Well over 400 delegates to the Council of Canadian Administrative Tribunal’s fourth international conference — held in Vancouver a couple of weeks ago — waited for someone to move.

It wasn’t as if no one had anything to say.

The lawyers, professors, adjudicators and similarly learned folk in attendance in that downtown hotel ballroom room, normally are not noted for their reticence in giving an opinion or making a statement.

Still rising to your feet in front of a room full of strangers can be daunting at any time, let alone in a hall crammed with folk that, for the most part, had multiple initials after their names.

This coming Sunday is Pentecost or Whitsunday.
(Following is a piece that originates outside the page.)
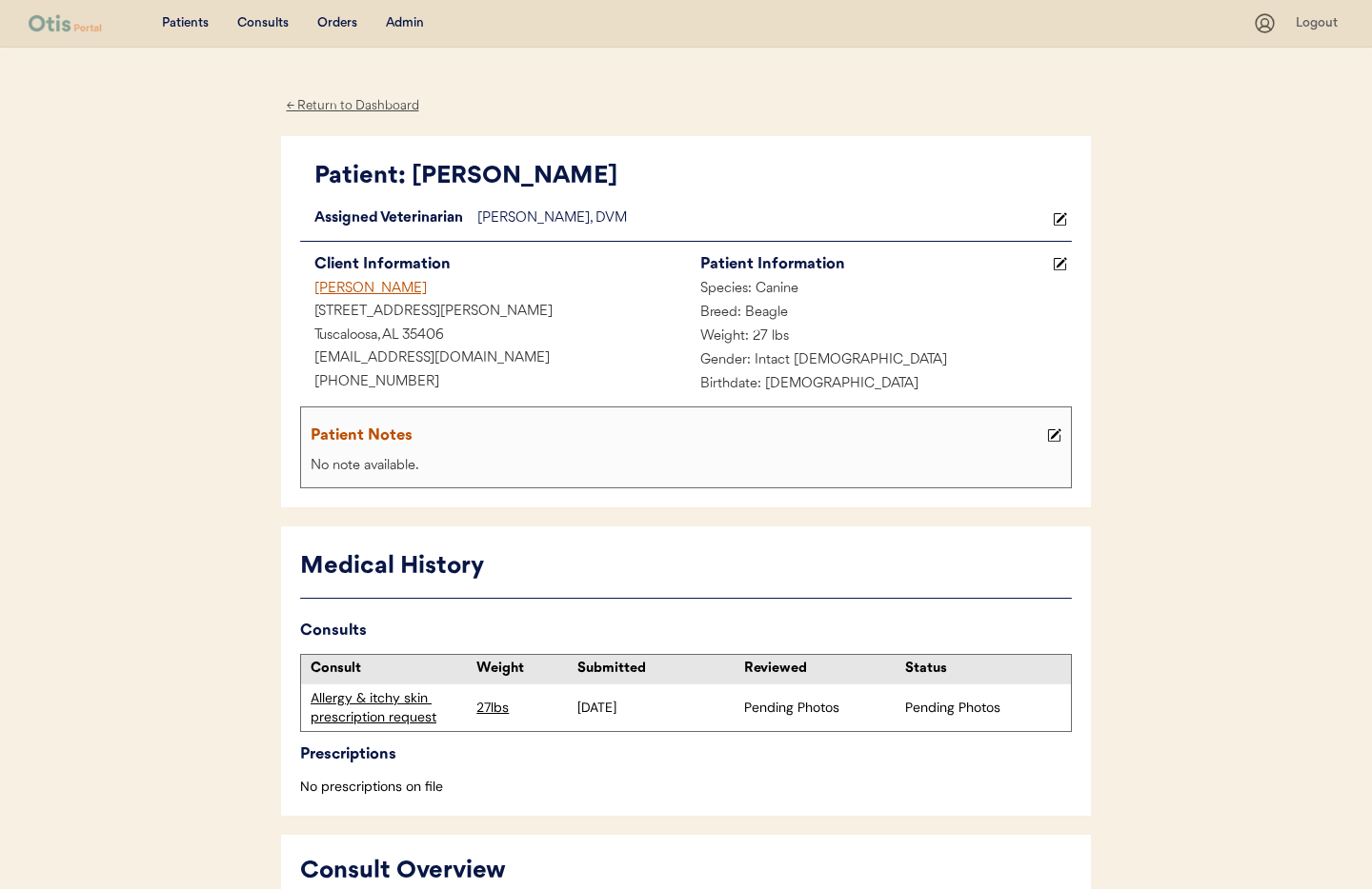 This screenshot has height=889, width=1372. Describe the element at coordinates (524, 670) in the screenshot. I see `div: Weight` at that location.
It marks the 50th day after Easter.

Like many Christian feasts it appropriated the day from the Jewish culture.

As noted in The Catholic Encyclopedia: “Originally, this was the second feast in rank of the Jews, the celebration of the harvest and the ending of Passover time.”

Pentecost recalls an event of nearly 20 centuries ago when the followers of the executed Jesus of Nazareth “were all together in one place. And suddenly from heaven there came a sound like the rush of a violent wind, and it filled the entire house where they were sitting.”
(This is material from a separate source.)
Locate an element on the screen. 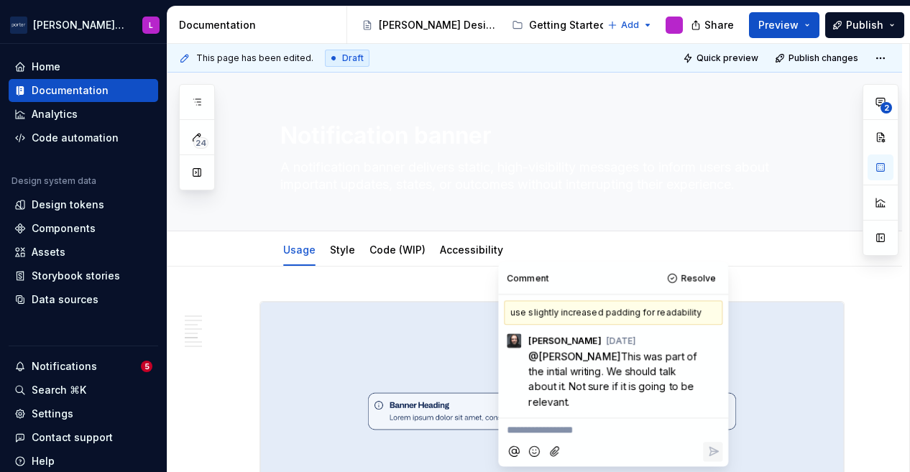 This screenshot has height=472, width=910. a: Getting Started is located at coordinates (559, 25).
The story recounted in the Acts of the Apostles continues with tongues of fire coming to rest on each of them.

Emboldened, they went out and began “speaking about God’s deeds of power” to crowds in the very cosmopolitan Jerusalem of the day.

The fear of persecution by civil and religious authorities or the recrimination of neighbours left them.
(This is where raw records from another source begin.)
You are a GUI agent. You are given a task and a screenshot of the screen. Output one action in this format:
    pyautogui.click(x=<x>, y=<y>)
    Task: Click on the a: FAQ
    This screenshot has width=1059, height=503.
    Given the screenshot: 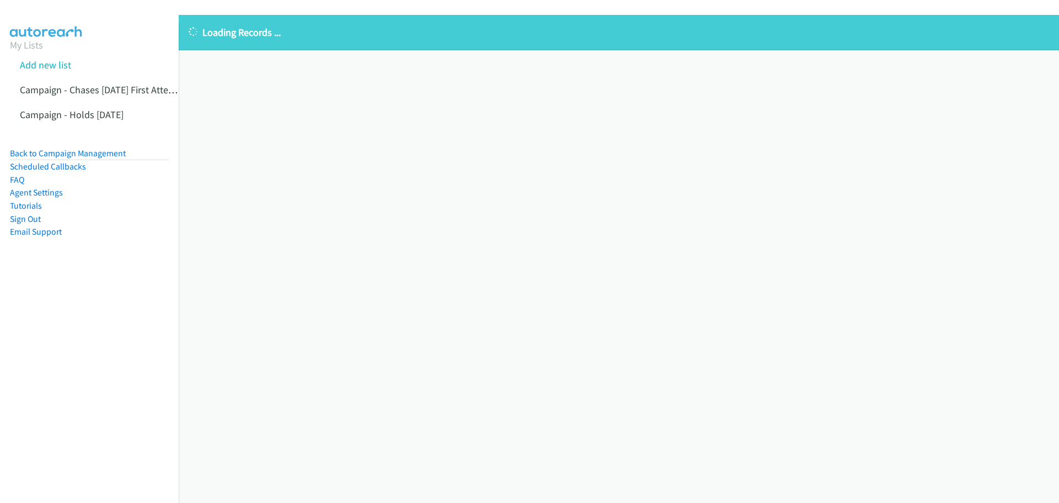 What is the action you would take?
    pyautogui.click(x=17, y=179)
They began saying what needed to be said.

Often we just can’t get up the gumption to say what needs to be said. It takes not only effort and preparation but also the courage to be willing to take a stand.

In our secular, individualistic age, it can be doubly difficult to speak out from a faith perspective.

Charles Taylor, professor emeritus at McGill University and recent recipient of the $1.5-million Templeton Prize of  Progress Toward Research or Discoveries about Spiritual Realities, wrote on the question of spiritual thinking in the 21st Century (http://www.templetonprize.org/ct_spiritual_thinking.html).

“A peaceful world order, if we are fortunate enough to achieve this, will inevitably be very focused on the procedures and structures of government, of adjudication; it will be concerned with economic prosperity and equality within the narrow limits of toleration of our damaged planet; it will be concerned with the control of violence.

“We will in many ways be living lives under even greater discipline than today.  One thing we have learned from our development in the West is the ease with which such (necessary) social disciplines can eclipse the needs and aspirations of the spirit.

“We are going to need more than ever trail-blazers, who will open new or retrieve forgotten modes of prayer, meditation, friendship, solidarity and compassionate action.”

Professor Taylor has long argued that the core beliefs of morality and spirituality shouldn’t be regarded as “simply quaint anachronisms in the age of reason.”

This distorted sociological view of modernity denies “the full account of how and why humans strive for meaning which, in turn, makes it impossible to solve the world’s most intractable problems ranging from mob violence to racism to war.”

We can only hope that new Pentecost will embolden us to speak out from our core beliefs, to say what needs to be said in this time and place.

The Yukon Development Education Centre  — whose mission is to engage Yukoners in the promotion of global social, economic, political and environmental justice — is holding its annual general meeting at the Whitehorse Public Library on Tuesday, May 29th at 7 p.m. All are welcome.